Quick Answer
The last trading day is the final day an option can be traded or offset; the expiration (exercise) date is the last day the holder may exercise it. They are distinct dates, and the last trading day can fall on or before expiration. American-style options are exercisable anytime up to expiration; European-style options only at expiration.
Two dates on every option are easy to blur together, and the exam splits them apart. Then it asks whether the option could have been exercised early.
Last Trading Day vs Expiration Date
An option holder who wants out has two exits, and each closes on its own date.
- Last trading day: the final day the option itself can be traded or offset in the market (bought or sold to close the option position).
- Expiration (exercise) date: the last day the holder may exercise the option and turn it into a futures position.
- These two dates can differ: the last trading day may fall on or before expiration. For many contracts they coincide, but the exam-relevant point is that "last day to trade the option" and "last day to exercise the option" are distinct concepts and are not guaranteed to be the same date.
Key Point: A holder who wants out can either offset the option (only through the last trading day) or exercise it (through expiration). Once the last trading day passes, offsetting is no longer available, and the only remaining choices are to exercise (if still permitted and in-the-money) or let it expire.
Exam Tip: Gotchas
- The last trading day and the expiration/exercise date are two different dates, and the last trading day can come first. Do not treat them as automatically the same day. Offsetting is available only through the last trading day; exercising runs through expiration, so after the last trading day a holder can no longer trade out and must exercise or let the option expire.
American-Style vs European-Style Exercise
Style decides one thing: when the holder is allowed to exercise.
- American-style: exercisable any time up to and including expiration. The holder may exercise on any business day before expiry.
- European-style: exercisable only at expiration, not before.
- Series 3 covers both styles, so do not assume a single default. Match whichever style a question names to the specific product rather than guessing.
Note: Style is a property of the specific contract, so the reliable move is to read the contract's own terms, not to lean on a rule of thumb. Many widely-traded futures options are American-style and can be exercised at any time up to expiration, but plenty of others are European-style and can be exercised only at expiration, so neither style is a safe default. When a question names a product, apply that product's stated style rather than assuming from its category.
| Style | When exercisable |
|---|---|
| American | Any time up to and including expiration |
| European | Only at expiration |
Memory Aid: American = Anytime; European = only at the End. Same first letter as the timing it allows.
Exam Tip: Gotchas
- American means exercisable anytime up to expiration; European means only at expiration. Do not default to one style. When a question names a specific product, apply that product's style rather than assuming, since Series 3 tests both.
- Style is separate from the two dates. Even an American-style option that can be exercised early still has its own last trading day and expiration date, so knowing the style does not tell you those dates.
At Expiration If the Holder Does Nothing
If the holder never offsets and never manually exercises, the option's moneyness at expiration decides what happens.
- An option that is in-the-money and has been neither offset nor exercised by expiration is typically automatically exercised (auto-exercise, sometimes called exercise-by-exception), converting it into the corresponding futures position for the holder and assigning a writer. (In-the-money (ITM) means the option has exercise value.)
- An option that is out-of-the-money (OTM) at expiration expires worthless: it produces no futures position, and the holder simply loses the premium paid.
- Some contracts allow contrary instructions (an exercise-by-exception override): a holder can instruct the clearing firm to exercise an out-of-the-money option or to abandon an in-the-money one, reversing the default auto-exercise decision.
Memory Aid: At expiration, an option in the money acts on its own (auto-exercised into futures); out of the money, it quietly dies (expires worthless, premium gone). Contrary instructions are the manual override.
Exam Tip: Gotchas
- An in-the-money option left alone at expiration is usually auto-exercised into a futures position, not left to expire. The holder ends up long or short futures (and a writer is assigned) even without lifting a finger. An out-of-the-money option, by contrast, expires worthless and creates no position.
- Contrary instructions can flip the default. On contracts that allow them, a holder can exercise an out-of-the-money option or abandon an in-the-money one, so auto-exercise is the default, not an unbreakable rule.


● EXERCISE REQUIREMENTS
The answer must consist of every line in the data below that holds the word "area".

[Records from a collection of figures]
══════

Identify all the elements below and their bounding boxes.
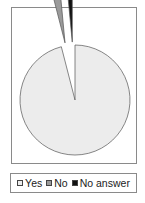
legend-swatch-no-answer — [72, 180, 78, 186]
legend-item-yes: Yes — [17, 177, 42, 189]
legend-swatch-yes — [17, 180, 23, 186]
legend-item-no: No — [46, 177, 67, 189]
legend-label-yes: Yes — [25, 177, 42, 189]
chart-legend: Yes No No answer — [10, 173, 137, 193]
pie-slice-no-answer — [67, 0, 72, 42]
pie-slice-yes — [20, 45, 130, 155]
legend-label-no-answer: No answer — [80, 177, 130, 189]
legend-swatch-no — [46, 180, 52, 186]
legend-item-no-answer: No answer — [72, 177, 130, 189]
legend-label-no: No — [54, 177, 67, 189]
pie-chart — [0, 0, 145, 170]
pie-slice-no — [51, 0, 65, 43]
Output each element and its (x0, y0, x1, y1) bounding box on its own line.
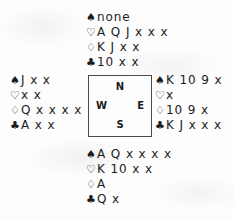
compass-label-south: S (116, 120, 123, 130)
club-icon: ♣ (10, 118, 21, 133)
hand-east-diamonds-row: ♢ 10 9 x (155, 103, 223, 118)
club-icon: ♣ (86, 55, 97, 70)
hand-west-diamonds-row: ♢ Q x x x x (10, 103, 82, 118)
hand-north-spades: none (97, 10, 131, 25)
hand-north-hearts: A Q J x x x (97, 25, 168, 40)
bridge-hand-diagram: ♠ none ♡ A Q J x x x ♢ K J x x ♣ 10 x x … (0, 0, 234, 219)
club-icon: ♣ (86, 192, 97, 207)
hand-west-spades: J x x (21, 73, 51, 88)
hand-south-clubs-row: ♣ Q x (86, 192, 172, 207)
hand-east-hearts-row: ♡ x (155, 88, 223, 103)
hand-south-spades: A Q x x x x (97, 147, 172, 162)
hand-north-diamonds: K J x x (97, 40, 140, 55)
diamond-icon: ♢ (86, 40, 97, 55)
hand-east-diamonds: 10 9 x (166, 103, 209, 118)
diamond-icon: ♢ (10, 103, 21, 118)
diamond-icon: ♢ (86, 177, 97, 192)
hand-east-spades: K 10 9 x (166, 73, 223, 88)
heart-icon: ♡ (10, 88, 21, 103)
hand-east-clubs-row: ♣ K J x x x (155, 118, 223, 133)
hand-south-diamonds: A (97, 177, 106, 192)
hand-west-clubs-row: ♣ A x x (10, 118, 82, 133)
compass-label-west: W (96, 101, 107, 111)
hand-east-hearts: x (166, 88, 174, 103)
hand-east-spades-row: ♠ K 10 9 x (155, 73, 223, 88)
hand-west-clubs: A x x (21, 118, 56, 133)
hand-west-spades-row: ♠ J x x (10, 73, 82, 88)
hand-north-diamonds-row: ♢ K J x x (86, 40, 168, 55)
hand-north-hearts-row: ♡ A Q J x x x (86, 25, 168, 40)
hand-south-hearts-row: ♡ K 10 x x (86, 162, 172, 177)
spade-icon: ♠ (155, 73, 166, 88)
hand-south: ♠ A Q x x x x ♡ K 10 x x ♢ A ♣ Q x (86, 147, 172, 207)
diamond-icon: ♢ (155, 103, 166, 118)
hand-east: ♠ K 10 9 x ♡ x ♢ 10 9 x ♣ K J x x x (155, 73, 223, 133)
heart-icon: ♡ (86, 25, 97, 40)
hand-north: ♠ none ♡ A Q J x x x ♢ K J x x ♣ 10 x x (86, 10, 168, 70)
hand-south-clubs: Q x (97, 192, 120, 207)
hand-west-hearts: x x (21, 88, 42, 103)
hand-west-hearts-row: ♡ x x (10, 88, 82, 103)
heart-icon: ♡ (155, 88, 166, 103)
hand-south-hearts: K 10 x x (97, 162, 153, 177)
hand-east-clubs: K J x x x (166, 118, 222, 133)
hand-north-clubs: 10 x x (97, 55, 140, 70)
hand-south-spades-row: ♠ A Q x x x x (86, 147, 172, 162)
heart-icon: ♡ (86, 162, 97, 177)
hand-north-clubs-row: ♣ 10 x x (86, 55, 168, 70)
club-icon: ♣ (155, 118, 166, 133)
compass-box: N W E S (88, 75, 152, 137)
spade-icon: ♠ (10, 73, 21, 88)
hand-west: ♠ J x x ♡ x x ♢ Q x x x x ♣ A x x (10, 73, 82, 133)
spade-icon: ♠ (86, 10, 97, 25)
compass-label-north: N (116, 82, 124, 92)
hand-south-diamonds-row: ♢ A (86, 177, 172, 192)
hand-west-diamonds: Q x x x x (21, 103, 82, 118)
compass-label-east: E (137, 101, 144, 111)
hand-north-spades-row: ♠ none (86, 10, 168, 25)
spade-icon: ♠ (86, 147, 97, 162)
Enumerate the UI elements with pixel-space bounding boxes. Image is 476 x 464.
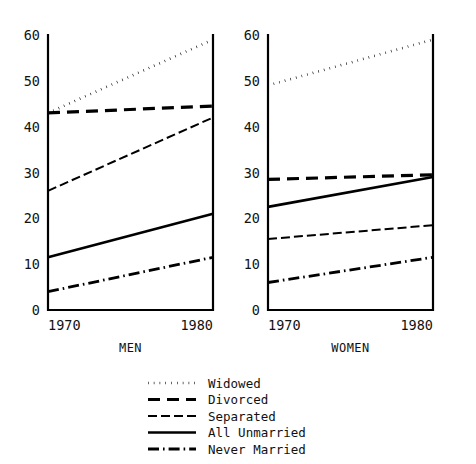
y-tick-label: 10	[24, 256, 40, 272]
unmarried-population-line-chart: 010203040506019701980MEN0102030405060197…	[0, 0, 476, 464]
y-tick-label: 20	[24, 210, 40, 226]
y-tick-label: 0	[32, 302, 40, 318]
legend-label: Divorced	[208, 392, 268, 407]
legend-label: Widowed	[208, 376, 261, 391]
y-tick-label: 40	[24, 119, 40, 135]
y-tick-label: 10	[244, 256, 260, 272]
x-tick-label: 1980	[400, 317, 433, 333]
legend-label: Never Married	[208, 442, 306, 457]
panel-caption: MEN	[119, 341, 142, 355]
x-tick-label: 1970	[268, 317, 301, 333]
panel-caption: WOMEN	[331, 341, 370, 355]
y-tick-label: 60	[244, 27, 260, 43]
x-tick-label: 1980	[180, 317, 213, 333]
y-tick-label: 0	[252, 302, 260, 318]
legend-label: Separated	[208, 409, 276, 424]
x-tick-label: 1970	[48, 317, 81, 333]
y-tick-label: 30	[24, 165, 40, 181]
y-tick-label: 30	[244, 165, 260, 181]
y-tick-label: 50	[24, 73, 40, 89]
legend-label: All Unmarried	[208, 425, 306, 440]
y-tick-label: 60	[24, 27, 40, 43]
y-tick-label: 40	[244, 119, 260, 135]
y-tick-label: 20	[244, 210, 260, 226]
y-tick-label: 50	[244, 73, 260, 89]
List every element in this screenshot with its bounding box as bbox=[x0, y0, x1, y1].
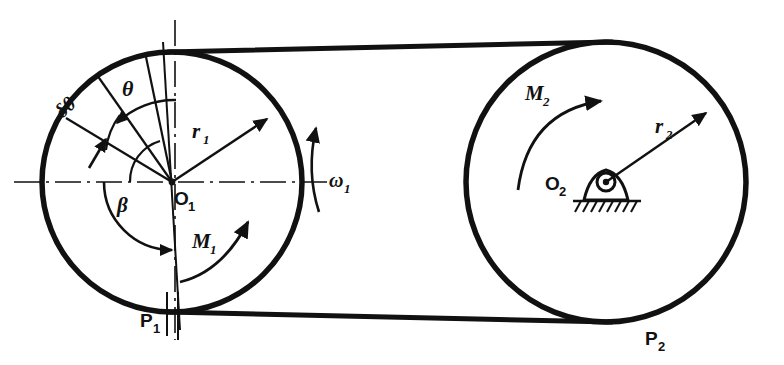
label-omega1-base: ω bbox=[329, 169, 343, 191]
label-O1: O 1 bbox=[174, 188, 195, 214]
label-P2-base: P bbox=[645, 328, 658, 349]
label-O1-subscript: 1 bbox=[188, 199, 195, 214]
belt-drive-diagram: θ δθ β r 1 ω 1 O 1 M 1 P 1 bbox=[0, 0, 784, 365]
hub-arc-left bbox=[130, 141, 160, 182]
label-P1-base: P bbox=[140, 310, 153, 331]
pulley-1-center-dot bbox=[169, 179, 176, 186]
belt-top-span bbox=[168, 42, 612, 52]
label-r2-subscript: 2 bbox=[665, 127, 673, 142]
label-omega1-subscript: 1 bbox=[344, 181, 351, 196]
diagram-canvas: θ δθ β r 1 ω 1 O 1 M 1 P 1 bbox=[0, 0, 784, 365]
label-O1-base: O bbox=[174, 188, 189, 209]
label-theta: θ bbox=[122, 76, 134, 101]
label-P2: P 2 bbox=[645, 328, 665, 354]
label-r2-base: r bbox=[655, 114, 664, 138]
vertical-reference-line bbox=[163, 42, 180, 330]
label-M1: M 1 bbox=[191, 229, 217, 257]
label-P2-subscript: 2 bbox=[658, 339, 665, 354]
label-omega1: ω 1 bbox=[329, 169, 351, 196]
label-r1-base: r bbox=[192, 119, 201, 143]
pulley-1-group bbox=[14, 20, 330, 340]
radial-line-delta-theta-lower bbox=[66, 118, 172, 182]
label-M2-base: M bbox=[524, 81, 545, 105]
delta-theta-arc bbox=[106, 115, 120, 150]
label-O2-base: O bbox=[545, 173, 560, 194]
label-beta: β bbox=[116, 193, 128, 217]
label-M2: M 2 bbox=[524, 81, 550, 109]
bearing-pin-center bbox=[603, 179, 609, 185]
label-P1-subscript: 1 bbox=[153, 321, 160, 336]
label-M1-base: M bbox=[191, 229, 212, 253]
beta-arc bbox=[104, 182, 172, 250]
label-r1: r 1 bbox=[192, 119, 210, 147]
omega1-arrow bbox=[312, 128, 319, 212]
ground-hatching bbox=[575, 201, 637, 212]
r1-radius-arrow bbox=[172, 119, 267, 182]
label-M2-subscript: 2 bbox=[542, 94, 550, 109]
pulley-2-group bbox=[466, 42, 746, 322]
belt-bottom-span bbox=[168, 312, 612, 322]
label-r2: r 2 bbox=[655, 114, 673, 142]
label-O2: O 2 bbox=[545, 173, 566, 199]
label-r1-subscript: 1 bbox=[203, 132, 210, 147]
label-M1-subscript: 1 bbox=[210, 242, 217, 257]
label-O2-subscript: 2 bbox=[559, 184, 566, 199]
delta-theta-pointer-arrow bbox=[89, 139, 106, 168]
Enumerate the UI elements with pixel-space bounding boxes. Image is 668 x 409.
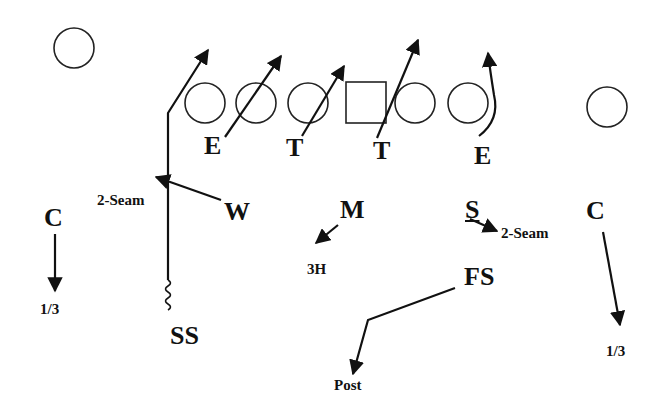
defender-label-dt-left: T	[286, 135, 303, 161]
offense-formation	[54, 28, 627, 127]
defender-label-dt-right: T	[373, 138, 390, 164]
de-left-rush	[225, 56, 281, 137]
de-right-loop	[479, 53, 495, 136]
offense-player-wr-left	[54, 28, 94, 68]
defender-label-cb-right: C	[586, 198, 605, 224]
offense-player-ol-2	[236, 83, 276, 123]
assignment-label-mike-assignment: 3H	[307, 262, 326, 277]
assignment-label-will-assignment: 2-Seam	[97, 193, 145, 208]
defender-label-will: W	[224, 199, 250, 225]
will-drop	[156, 177, 221, 200]
assignment-label-fs-assignment: Post	[334, 378, 362, 393]
cb-right-drop	[603, 232, 620, 325]
coverage-diagram: ETTECWMSCFSSS2-Seam1/33H2-Seam1/3Post	[0, 0, 668, 409]
offense-player-wr-right	[587, 87, 627, 127]
offense-player-ol-1	[185, 83, 225, 123]
offense-player-ol-5	[448, 83, 488, 123]
offense-player-ol-4	[395, 83, 435, 123]
ss-wiggle	[166, 280, 171, 310]
offense-player-center	[346, 82, 386, 123]
ss-blitz-route	[168, 50, 208, 280]
mike-drop	[316, 225, 338, 243]
fs-post-drop	[353, 288, 455, 374]
assignment-label-cb-right-assignment: 1/3	[606, 344, 625, 359]
defender-label-sam: S	[465, 197, 479, 223]
defender-label-de-right: E	[474, 143, 491, 169]
defender-label-free-safety: FS	[464, 264, 494, 290]
defender-label-de-left: E	[204, 133, 221, 159]
dt-left-rush	[302, 66, 344, 136]
assignment-label-sam-assignment: 2-Seam	[501, 226, 549, 241]
assignment-label-cb-left-assignment: 1/3	[40, 302, 59, 317]
defender-label-strong-safety: SS	[170, 323, 199, 349]
defender-label-cb-left: C	[44, 205, 63, 231]
defender-label-mike: M	[340, 197, 365, 223]
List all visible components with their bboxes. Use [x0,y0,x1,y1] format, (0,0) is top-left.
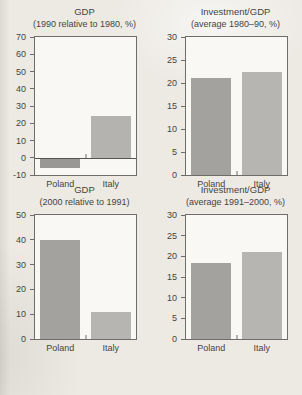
y-tick-mark [30,239,34,240]
x-axis-center-tick [85,335,86,339]
plot-area-gdp-2000: 50403020100PolandItaly [34,214,137,340]
y-tick-mark [30,314,34,315]
y-tick-mark [30,140,34,141]
category-label-italy: Italy [253,179,270,189]
y-tick-label: 30 [167,210,177,220]
y-tick-mark [30,289,34,290]
plot-area-gdp-1990: 706050403020100-10PolandItaly [34,36,137,176]
y-tick-label: 10 [167,124,177,134]
y-tick-label: 10 [167,293,177,303]
plot-wrap: 50403020100PolandItaly [34,214,151,340]
y-tick-label: -10 [13,170,26,180]
category-label-poland: Poland [46,179,74,189]
y-tick-label: 15 [167,101,177,111]
y-tick-label: 0 [21,153,26,163]
y-tick-label: 5 [172,147,177,157]
y-tick-label: 40 [16,235,26,245]
chart-subtitle: (2000 relative to 1991) [0,196,151,208]
category-label-italy: Italy [102,343,119,353]
y-tick-label: 30 [167,32,177,42]
chart-panel-investment-1991-2000: Investment/GDP (average 1991–2000, %) 30… [151,184,302,340]
chart-panel-gdp-1990: GDP (1990 relative to 1980, %) 706050403… [0,6,151,176]
y-tick-label: 40 [16,84,26,94]
y-tick-label: 70 [16,32,26,42]
y-tick-label: 30 [16,101,26,111]
chart-title: Investment/GDP [151,184,302,196]
y-tick-mark [30,157,34,158]
y-tick-mark [181,215,185,216]
x-axis-center-tick [236,335,237,339]
plot-wrap: 302520151050PolandItaly [185,214,302,340]
y-tick-label: 10 [16,309,26,319]
y-tick-label: 20 [16,118,26,128]
plot-area-investment-1991-2000: 302520151050PolandItaly [185,214,288,340]
zero-axis-line [35,158,136,159]
y-tick-mark [181,277,185,278]
y-tick-mark [181,129,185,130]
bar-italy [242,252,282,339]
chart-panel-investment-1980-90: Investment/GDP (average 1980–90, %) 3025… [151,6,302,176]
chart-grid: GDP (1990 relative to 1980, %) 706050403… [0,6,302,340]
bar-poland [191,263,231,339]
y-tick-mark [30,215,34,216]
category-label-poland: Poland [197,343,225,353]
y-tick-mark [30,175,34,176]
y-tick-mark [30,54,34,55]
category-label-poland: Poland [46,343,74,353]
chart-title: GDP [0,6,151,18]
y-tick-mark [30,339,34,340]
category-label-italy: Italy [253,343,270,353]
x-axis-center-tick [85,154,86,158]
chart-subtitle: (average 1991–2000, %) [151,196,302,208]
y-tick-label: 25 [167,55,177,65]
bar-poland [40,158,80,168]
y-tick-label: 20 [16,284,26,294]
scanned-figure-page: GDP (1990 relative to 1980, %) 706050403… [0,0,302,395]
y-tick-mark [30,123,34,124]
y-tick-mark [181,339,185,340]
y-tick-mark [181,175,185,176]
y-tick-mark [181,297,185,298]
y-tick-mark [181,235,185,236]
y-tick-label: 60 [16,49,26,59]
category-label-poland: Poland [197,179,225,189]
chart-panel-gdp-2000: GDP (2000 relative to 1991) 50403020100P… [0,184,151,340]
y-tick-mark [181,152,185,153]
plot-wrap: 706050403020100-10PolandItaly [34,36,151,176]
y-tick-label: 15 [167,272,177,282]
y-tick-label: 0 [172,170,177,180]
bar-italy [242,72,282,176]
y-tick-mark [181,256,185,257]
y-tick-mark [30,37,34,38]
y-tick-mark [181,106,185,107]
y-tick-label: 30 [16,260,26,270]
category-label-italy: Italy [102,179,119,189]
x-axis-center-tick [236,171,237,175]
bar-italy [91,116,131,157]
y-tick-mark [30,106,34,107]
y-tick-mark [181,318,185,319]
y-tick-mark [30,71,34,72]
plot-wrap: 302520151050PolandItaly [185,36,302,176]
chart-subtitle: (average 1980–90, %) [151,18,302,30]
chart-title: Investment/GDP [151,6,302,18]
y-tick-label: 0 [21,334,26,344]
chart-title: GDP [0,184,151,196]
bar-poland [191,78,231,175]
y-tick-label: 50 [16,67,26,77]
chart-subtitle: (1990 relative to 1980, %) [0,18,151,30]
y-tick-label: 10 [16,136,26,146]
y-tick-label: 50 [16,210,26,220]
y-tick-label: 0 [172,334,177,344]
y-tick-mark [181,83,185,84]
bar-poland [40,240,80,339]
y-tick-label: 20 [167,251,177,261]
y-tick-label: 5 [172,313,177,323]
y-tick-mark [181,37,185,38]
y-tick-label: 25 [167,231,177,241]
y-tick-mark [30,88,34,89]
plot-area-investment-1980-90: 302520151050PolandItaly [185,36,288,176]
y-tick-mark [181,60,185,61]
y-tick-label: 20 [167,78,177,88]
bar-italy [91,312,131,339]
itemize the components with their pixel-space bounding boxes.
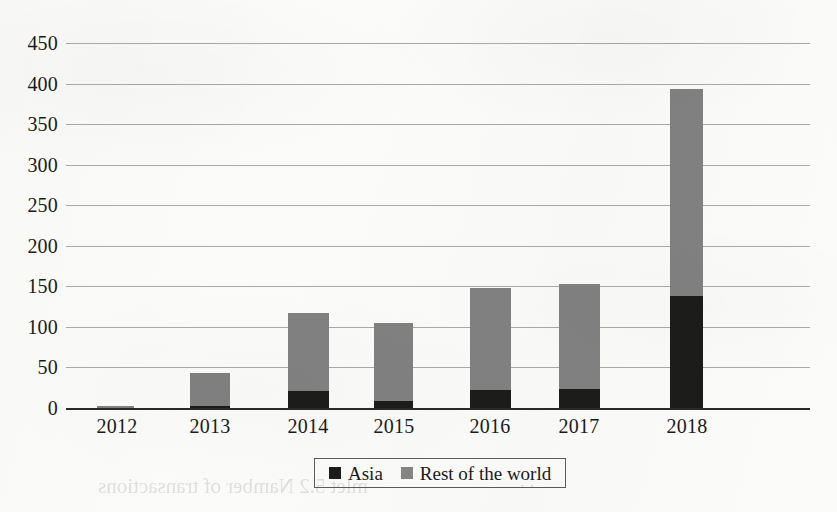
y-tick-label-100: 100 (2, 317, 58, 337)
legend-swatch-icon (401, 467, 413, 479)
bar-segment-asia-2013 (190, 406, 230, 408)
legend-label: Rest of the world (420, 464, 551, 483)
x-tick-label-2015: 2015 (364, 414, 424, 438)
y-tick-label-150: 150 (2, 276, 58, 296)
bar-group-2016[interactable] (470, 43, 511, 408)
x-axis-baseline (66, 408, 810, 410)
y-axis-tick-labels: 050100150200250300350400450 (0, 43, 58, 408)
chart-legend: AsiaRest of the world (314, 458, 566, 488)
bar-segment-rest-of-the-world-2012 (97, 406, 134, 408)
y-tick-label-0: 0 (2, 398, 58, 418)
bar-group-2018[interactable] (670, 43, 703, 408)
y-tick-label-400: 400 (2, 74, 58, 94)
bar-segment-rest-of-the-world-2016 (470, 288, 511, 390)
legend-label: Asia (348, 464, 383, 483)
bar-segment-asia-2016 (470, 390, 511, 408)
bar-segment-asia-2015 (374, 401, 413, 408)
legend-entry-rest-of-the-world[interactable]: Rest of the world (401, 464, 551, 483)
x-tick-label-2017: 2017 (549, 414, 609, 438)
bar-segment-rest-of-the-world-2018 (670, 89, 703, 296)
legend-entry-asia[interactable]: Asia (329, 464, 383, 483)
bar-group-2017[interactable] (559, 43, 600, 408)
y-tick-label-200: 200 (2, 236, 58, 256)
bar-segment-rest-of-the-world-2017 (559, 284, 600, 389)
bar-segment-asia-2017 (559, 389, 600, 408)
bar-group-2013[interactable] (190, 43, 230, 408)
plot-area (66, 43, 810, 408)
bar-segment-rest-of-the-world-2013 (190, 373, 230, 406)
y-tick-label-450: 450 (2, 33, 58, 53)
bar-segment-rest-of-the-world-2015 (374, 323, 413, 401)
bar-segment-asia-2014 (288, 391, 329, 408)
bar-group-2015[interactable] (374, 43, 413, 408)
legend-swatch-icon (329, 467, 341, 479)
bar-group-2012[interactable] (97, 43, 134, 408)
y-tick-label-350: 350 (2, 114, 58, 134)
x-tick-label-2018: 2018 (657, 414, 717, 438)
y-tick-label-250: 250 (2, 195, 58, 215)
x-tick-label-2016: 2016 (460, 414, 520, 438)
bar-segment-rest-of-the-world-2014 (288, 313, 329, 391)
x-axis-tick-labels: 2012201320142015201620172018 (66, 414, 810, 444)
stacked-bar-chart-figure: mlet 5.2 Namber of transactions . . 0501… (0, 0, 837, 512)
bar-group-2014[interactable] (288, 43, 329, 408)
y-tick-label-300: 300 (2, 155, 58, 175)
y-tick-label-50: 50 (2, 357, 58, 377)
x-tick-label-2013: 2013 (180, 414, 240, 438)
bar-segment-asia-2018 (670, 296, 703, 408)
x-tick-label-2012: 2012 (87, 414, 147, 438)
x-tick-label-2014: 2014 (278, 414, 338, 438)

══════

● TASK RESULT
plot-area-gdp-2000: 50403020100PolandItaly [34,214,137,340]
plot-area-gdp-1990: 706050403020100-10PolandItaly [34,36,137,176]
plot-area-investment-1991-2000: 302520151050PolandItaly [185,214,288,340]
plot-area-investment-1980-90: 302520151050PolandItaly [185,36,288,176]
plot-area (66, 43, 810, 408)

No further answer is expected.